Products were being sold, allied to another product, that may or may not have been suitable for the person buying them. The customer may or may not have fully understood what they were buying, but they were left fully with the consequences of having bought it, to the extent that we had the situations highlighted in this debate whereby the banks pursued customers to such a degree that they were put out of business. We should recognise that hedging is not always wrong, and trying to insure against risks is not always wrong, but a degree of understanding is important. People have to understand what they are buying and the product has to be suitable for them. When the lifetime of the hedging product is completely different from that of the loan, there is a serious problem about that product’s suitability.
This issue provides a really important test of the standards and culture in the banks after everything that has happened. They have to show whether they have learned the lessons of previous mis-selling scandals or whether there has been a repeat of the pattern of behaviour that we saw before in which there was first a refusal to face up to responsibility. That was followed by increasing anger among the customer base and the destruction of trust, followed by a redress scheme that might have ended up being more expensive than the one that might have been put in place earlier.

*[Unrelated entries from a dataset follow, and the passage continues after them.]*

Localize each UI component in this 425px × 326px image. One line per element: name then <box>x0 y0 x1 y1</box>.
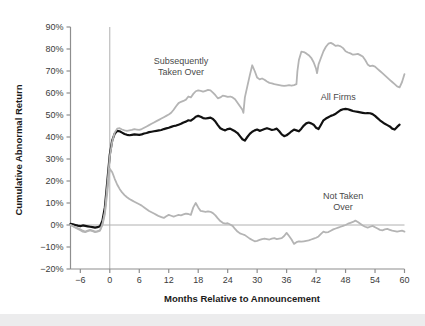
subsequently-taken-over-label: SubsequentlyTaken Over <box>154 56 209 77</box>
x-axis-tick-label: 0 <box>107 275 112 285</box>
x-axis-tick-label: 6 <box>137 275 142 285</box>
subsequently-taken-over-label-line: Subsequently <box>154 56 209 66</box>
y-axis-tick-label: 50% <box>45 110 63 120</box>
y-axis-tick-label: −10% <box>40 242 63 252</box>
x-axis-tick-label: 54 <box>370 275 380 285</box>
subsequently-taken-over-label-line: Taken Over <box>158 67 204 77</box>
y-axis-tick-label: 10% <box>45 198 63 208</box>
not-taken-over-label-line: Over <box>333 202 353 212</box>
x-axis-tick-label: 12 <box>164 275 174 285</box>
y-axis-tick-label: 80% <box>45 44 63 54</box>
y-axis-tick-label: 70% <box>45 66 63 76</box>
x-axis-tick-label: 42 <box>311 275 321 285</box>
x-axis-tick-label: −6 <box>75 275 85 285</box>
x-axis-tick-label: 36 <box>282 275 292 285</box>
y-axis-tick-label: 90% <box>45 22 63 32</box>
chart-figure: −606121824303642485460 −20%−10%0%10%20%3… <box>0 0 425 326</box>
all-firms-label-line: All Firms <box>321 92 356 102</box>
not-taken-over-label-line: Not Taken <box>323 191 363 201</box>
y-axis-tick-label: 20% <box>45 176 63 186</box>
y-axis-tick-label: 60% <box>45 88 63 98</box>
x-axis-tick-label: 48 <box>341 275 351 285</box>
x-axis-title: Months Relative to Announcement <box>164 293 321 304</box>
y-axis-tick-label: 0% <box>50 220 63 230</box>
y-axis-tick-label: 30% <box>45 154 63 164</box>
chart-background <box>0 0 425 326</box>
y-axis-tick-label: 40% <box>45 132 63 142</box>
x-axis-tick-label: 30 <box>252 275 262 285</box>
x-axis-tick-label: 18 <box>193 275 203 285</box>
x-axis-tick-label: 60 <box>399 275 409 285</box>
y-axis-title: Cumulative Abnormal Return <box>13 84 24 215</box>
bottom-decorative-band <box>0 314 425 326</box>
cumulative-abnormal-return-chart: −606121824303642485460 −20%−10%0%10%20%3… <box>0 0 425 326</box>
y-axis-tick-label: −20% <box>40 264 63 274</box>
all-firms-label: All Firms <box>321 92 356 102</box>
x-axis-tick-label: 24 <box>223 275 233 285</box>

This is also a test of the FCA. We are in the early stages of a new regulatory system, as the FCA has been in existence for only about six months. The system of redress that it has proposed is an important test of whether it is going to be able to do its job in restoring trust between banks and consumers in the face of sometimes increasingly complex financial products;
The right hon. Gentleman is absolutely right to say that restoring trust between customers and banks is a crucial element. Businesses must not only get redress for what they have lost but be put back into the position that they would have been in and that includes the relationship with the bank, credit lines, and everything else that makes small businesses work.
The hon. Gentleman makes a good point. Culturally, we should be trying to get to a situation in which the banks have a duty of care to their customers instead of marketing and developing products that are driven by a sales and bonus culture that, in effect, says “Buyer beware” and puts all the onus on to the customer.
The proposed system of redress is based heavily on the sophistication test. That leaves a lot to be desired, because unless it is very carefully designed it cannot take account of the wide variety of types of business. Size and sophistication are not the same thing. It cannot take account of the wide variety of circumstances in which these products were sold or the wide variety of difficulties that businesses find themselves in.
Previous mis-selling scandals have been characterised by years of unnecessary delay that have caused incredible grief to those subject to them. If there is one further lesson that should be learned about interest rate swaps, it is that this process should not drag on for years. We need a system of redress that learns the lessons of the past and is implemented as quickly as possible.